Could she have camped here? It’d be an odd choice. Murder your husband. Hide the body. And then set up camp less than a kilometer away. You know, to rest. Moving a body is hard work.

And as I’m thinking there’s no chance I’ll find signs of an actual encampment, I spot one. A divot in the ground. Only it’s not quite a divot. It reminds me of my very rare golfing excursions, when I had a habit of hacking the ground. That’s what I’m seeing. A spot where the “turf” seems to have been lifted.

I take a stick and prod under it. There’s no real sod here where the ground cover can be sparse. But what I lift is the closest approximation—a layer of hardened soil held together by root systems. I take hold, and it peels back in a square about thirty by thirty inches.

By now, Dalton has seen what I’m doing and come over. He frowns at the piece of sod. I dig around all sides of the open square, but it was just that one section.

“Something buried?” he says.

“I think so.”

He takes out the collapsible shovel, but I motion for him to hold off. I bend and start clearing with my hands. I lift out handfuls of dirt. Then my fingers brush something and I stop. I take a deep breath and gently clear away dirt to reveal hair. Light brown hair.

“Gretchen,” I murmur, sitting back on my heels and exhaling.

Dalton crouches at the hole. “Buried standing up?”

“Seems that way.”

“Fuck. That takes some work.”

“Less soil disturbance, but yes, much trickier to dig the hole.” I exhale slowly. “Since she didn’t put herself in there, I’m going to need to get her out. And we need to figure out how to do that.”

In the end, the only real solution is to dig a bigger hole. Go in from the sides and loosen the soil enough to extract her body.

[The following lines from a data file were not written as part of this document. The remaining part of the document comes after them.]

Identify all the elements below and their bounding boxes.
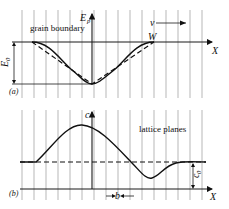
c0-arrow-up-icon (191, 163, 195, 167)
velocity-label: v (150, 17, 155, 28)
lattice-plane-lines (22, 10, 202, 200)
b-spacing-label: b (115, 190, 120, 201)
ep-axis-subscript: p (86, 17, 91, 24)
c0-arrow-down-icon (191, 185, 195, 189)
c0-subscript: 0 (195, 170, 202, 174)
diagram-canvas: E p grain boundary v W X E 0 (a) c 0 (0, 0, 229, 209)
panel-b: c 0 b c lattice planes X (b) (9, 109, 217, 202)
lattice-planes-label: lattice planes (139, 124, 187, 134)
panel-a: E p grain boundary v W X E 0 (a) (0, 12, 219, 96)
velocity-arrow-icon (180, 21, 186, 26)
c-axis-label: c (85, 109, 90, 120)
panel-b-x-axis-label: X (209, 191, 217, 202)
e0-subscript: 0 (4, 57, 11, 61)
e0-label-group: E 0 (0, 57, 11, 68)
b-arrow-left-icon (120, 194, 124, 198)
panel-a-solid-well-curve (32, 42, 154, 84)
panel-a-x-axis-label: X (211, 45, 219, 56)
e0-arrow-down-icon (12, 80, 16, 84)
c0-label-group: c 0 (190, 170, 202, 178)
grain-boundary-label: grain boundary (30, 23, 85, 33)
panel-b-label: (b) (9, 189, 19, 198)
e0-arrow-up-icon (12, 42, 16, 46)
ep-axis-label: E (79, 12, 86, 23)
panel-a-label: (a) (9, 87, 19, 96)
width-label: W (148, 31, 158, 42)
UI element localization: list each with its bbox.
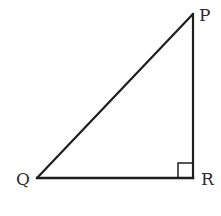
vertex-label-p: P: [199, 5, 210, 25]
triangle-figure: P Q R: [0, 0, 221, 216]
side-pq: [37, 14, 193, 178]
vertex-label-r: R: [201, 169, 215, 189]
triangle-diagram: P Q R: [0, 0, 221, 216]
vertex-label-q: Q: [16, 169, 30, 189]
right-angle-marker-icon: [178, 163, 193, 178]
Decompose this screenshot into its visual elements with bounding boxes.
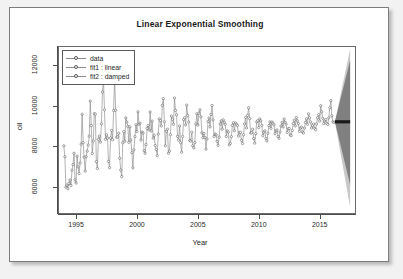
legend-item: fit1 : linear: [66, 63, 129, 72]
x-tick-mark: [198, 215, 199, 219]
legend-item-label: data: [90, 54, 103, 63]
x-tick-label: 2000: [117, 221, 157, 228]
line-marker-icon: [66, 54, 86, 63]
x-tick-mark: [259, 215, 260, 219]
data-point-markers: [63, 76, 335, 189]
chart-card: Linear Exponential Smoothing 19952000200…: [9, 7, 389, 262]
y-tick-mark: [53, 146, 57, 147]
y-tick-mark: [53, 65, 57, 66]
line-marker-icon: [66, 63, 86, 72]
y-tick-label: 8000: [31, 129, 38, 163]
y-tick-label: 12000: [31, 48, 38, 82]
y-axis-title: oil: [15, 110, 24, 144]
data-series-line: [64, 78, 334, 189]
legend-item-label: fit2 : damped: [90, 72, 129, 81]
legend: data fit1 : linear fit2 : damped: [62, 50, 135, 85]
legend-item: data: [66, 54, 129, 63]
x-tick-label: 2005: [178, 221, 218, 228]
y-axis-line: [57, 46, 58, 214]
y-tick-label: 6000: [31, 169, 38, 203]
y-tick-mark: [53, 106, 57, 107]
x-tick-label: 2015: [300, 221, 340, 228]
plot-area: Linear Exponential Smoothing 19952000200…: [10, 8, 388, 261]
line-marker-icon: [66, 72, 86, 81]
legend-item: fit2 : damped: [66, 72, 129, 81]
x-tick-mark: [76, 215, 77, 219]
y-tick-mark: [53, 187, 57, 188]
x-tick-label: 2010: [239, 221, 279, 228]
y-tick-label: 10000: [31, 88, 38, 122]
x-axis-line: [58, 214, 356, 215]
x-tick-mark: [137, 215, 138, 219]
x-tick-label: 1995: [56, 221, 96, 228]
x-axis-title: Year: [10, 238, 390, 247]
legend-item-label: fit1 : linear: [90, 63, 121, 72]
page-title: Linear Exponential Smoothing: [10, 19, 390, 29]
x-tick-mark: [320, 215, 321, 219]
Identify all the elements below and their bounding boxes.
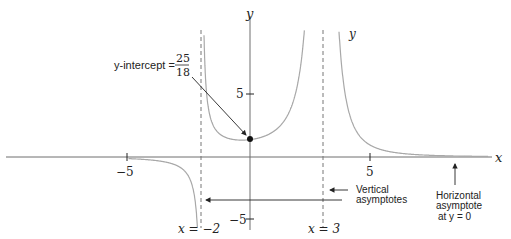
y-intercept-denominator: 18	[176, 66, 190, 79]
horizontal-asymptote-label-3: at y = 0	[438, 211, 472, 222]
intercept-arrow	[192, 77, 246, 135]
curve-right-branch	[339, 32, 488, 157]
y-intercept-point	[247, 136, 253, 142]
curve-middle-branch	[204, 30, 304, 140]
y-intercept-label: y-intercept =	[114, 59, 175, 71]
curve-left-branch	[129, 159, 198, 228]
tick-label-y-5: 5	[236, 87, 244, 101]
y-axis-label: y	[245, 6, 254, 21]
horizontal-asymptote-label-2: asymptote	[436, 200, 483, 211]
tick-label-x-neg5: −5	[116, 165, 134, 179]
asymptote-right-label: x = 3	[308, 222, 340, 236]
y-intercept-numerator: 25	[176, 52, 190, 65]
x-axis-label: x	[495, 150, 503, 165]
graph: y x y −5 5 5 −5 x = −2 x = 3 y-intercept…	[0, 0, 511, 239]
tick-label-x-5: 5	[366, 165, 374, 179]
vertical-asymptotes-label-2: asymptotes	[356, 194, 407, 205]
tick-label-y-neg5: −5	[229, 213, 247, 227]
curve-label: y	[348, 27, 356, 41]
asymptote-left-label: x = −2	[178, 222, 220, 236]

Dalton has his collapsible shovel, but that’s not really meant for this kind of work. We’re going to need to go back to town. Still, Dalton makes a start at it, and as he does, I kneel to brush dirt from her head. And two minutes later…

“Eric?” I say.

He stops, wipes sweat from his brow, and grunts. Then he looks over. “What the hell?”

I have the top of the head exposed up to the brows. Now I clear lower on the face, revealing thick brows under a heavy brow ridge.

“That is not Gretchen,” Dalton says.

I keep clearing. The rest of the face comes clear. A man’s face. He’s maybe in his thirties. Light brown skin seems to be the result of a tan. He has dark blond wavy hair and a short beard.

Dalton stares down at the man. “Did we just…?”

“Find another corpse in the forest? It seems so.”

“Fuck.”

CHAPTER FIFTEEN

After that, we don’t bother going to Haven’s Rock to get the bigger shovel. We call for it, along with a bigger guy to help dig out our dead man. We ask Anders to help my sister find someone to take Rory and then come on foot with April, and to be alert for anyone in the forest.

Dalton and I keep working for twenty minutes. Then I return to the main trail, where I meet our deputy and doctor.